Wednesday, March 28, 2018

The Trauma Awakening

As I watch events unfold around me; as I watch children insisting on their lives, I wonder… are we splitting as a species? From the destructive, ravaging side of sapiens to a more aware, advanced homo illustratum? Are we in the throes of this cladogenesis? Are we amid speciation growing pains? Were the sixties actually the “Dawning of the Age of Aquarius?”

With every fiber of my being, I certainly hope so.

What I’m seeing now, with #MeToo, Times Up, Black Lives Matter, March for Our Lives—is survivors uniting through the shared experience of trauma. We know that trauma has specific effects on neural pathways, and that these play out in emotional injuries and physical illnesses. We know that trauma changes a living thing permanently. We know that trauma is handed from one generation to the next through conditioning, which in turn may affect our DNA. The science is out on that one, or rather—it is a parade of blindfolded travelers encountering Ganesha.

Our belief in our ability to “know” far exceeds the reality of our knowledge.

We are still a species that will kill one another over rocks. Anyone vaguely cognizant of our ravenous, profligate nature and its impact can see there’s a code flaw. As with conceptual, self-healing artificial intelligence, perhaps the dawning awareness is our frontal cortex trying to overtake the lizard brain before it gets us all killed. I wonder if, within my lifetime, there will be a rapid shift. Will we see ourselves becoming illustratum—a species that will reverse-engineer us back to the paradise earth once was?

With every fiber of my being, I certainly hope so.

The social movements we see now are the clarion call of enlightenment—the raised voice of suffering saying, “no more.” We have pilloried one another, ourselves, our earth and everything in it long enough. Saber-tooth tigers are no longer trying to chase us down and eat us. It would be good to stop behaving as if they are. This fear-based desperation drives toxic aggression. Toxic aggression drives racism, sexism, bullying, sexual abuse, physical abuse, emotional abuse, greed and violence of every sort—from the raised finger in traffic to the flooding of Glen Canyon to the caustic mentality behind nuclear destruction.

Those associations may seem like a stretch because violence is so utterly ingrained into so many things that we do that it requires deliberate attention. A willingness to investigate our own behaviors and the courage to face what we find rather than seek the ongoing comfort of delusion and drunken consumption. E.g., years ago, we discovered our use of plastics was creating a massive pestilent cesspool between the West Coast and Hawaii. We react by spending half a paycheck on plastic packaging at Costco and Trader Joe’s, because the larger reality of the impact has not yet touched us directly.

Am I equating incest, for example, with buying plastic-wrapped tubes of plastic? To a degree, yes. Both are a perpetration. Both cause trauma. Both come from a place in the human ego resistant to taking responsibility for the outcome. Each is an artifice of toxic aggression.

There may or may not still be time to change before the Garbage Patch reaches our front steps. The human ego does not awaken easily and is now subject to greater distraction than ever before. The one phenomenon known to rapidly expand awareness beyond ego is trauma. Waking up to a stinking, decaying landscape of refuse would be traumatic to most reasonable people, and I am of a mind that most people are reasonable.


**WHAT NEEDS TO BE DONE:** Read each line of the material and note whether it contains "disk". Give the number of such lines and nothing else.
══════════════════════════════
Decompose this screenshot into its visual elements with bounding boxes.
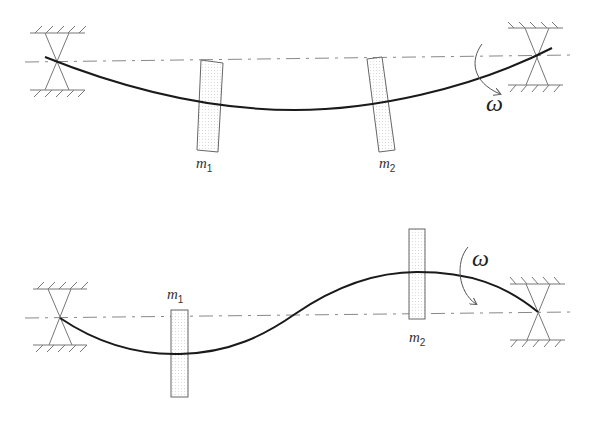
mass-label-m2: m2 <box>379 155 395 174</box>
rotor-diagram <box>0 0 593 424</box>
disk-m2 <box>409 229 425 319</box>
mass-label-m1: m1 <box>196 155 212 174</box>
second-mode-diagram <box>25 229 572 397</box>
mass-symbol: m <box>409 329 420 345</box>
angular-velocity-label: ω <box>486 90 503 117</box>
mass-symbol: m <box>379 155 390 171</box>
mass-subscript: 1 <box>178 294 184 305</box>
mass-symbol: m <box>167 286 178 302</box>
mass-subscript: 2 <box>390 163 396 174</box>
left-bearing-support <box>33 282 88 352</box>
mass-subscript: 1 <box>207 163 213 174</box>
mass-label-m1: m1 <box>167 286 183 305</box>
centerline-axis <box>25 312 572 318</box>
mass-symbol: m <box>196 155 207 171</box>
mass-subscript: 2 <box>420 337 426 348</box>
rotation-arrow-icon <box>475 44 500 94</box>
first-mode-diagram <box>25 22 572 152</box>
angular-velocity-label: ω <box>472 245 489 272</box>
centerline-axis <box>25 55 572 62</box>
disk-m1 <box>197 60 223 152</box>
mass-label-m2: m2 <box>409 329 425 348</box>
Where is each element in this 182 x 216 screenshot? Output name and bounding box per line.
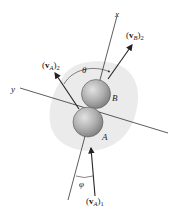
sphere-b xyxy=(82,80,111,109)
x-axis-label: x xyxy=(114,9,119,19)
y-axis-label: y xyxy=(10,84,15,94)
body-b-label: B xyxy=(112,93,118,103)
vA1-arrow xyxy=(91,148,95,196)
vA1-label: (vA)1 xyxy=(86,196,104,207)
vA2-label: (vA)2 xyxy=(42,60,60,71)
theta-label: θ xyxy=(82,65,87,75)
vB2-label: (vB)2 xyxy=(126,30,144,41)
collision-diagram: x y B A θ φ (vA)2 (vB)2 (vA)1 xyxy=(0,0,182,216)
sphere-a xyxy=(73,107,103,137)
phi-label: φ xyxy=(79,179,84,189)
body-a-label: A xyxy=(101,132,108,142)
phi-arc xyxy=(76,176,93,178)
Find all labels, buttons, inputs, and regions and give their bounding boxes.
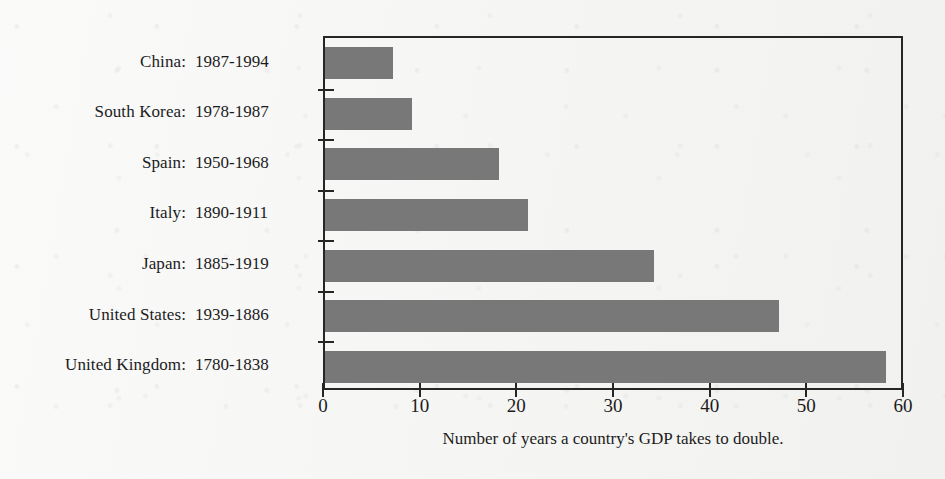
══════════════════════════════
**EXERCISE OUTPUT:** 2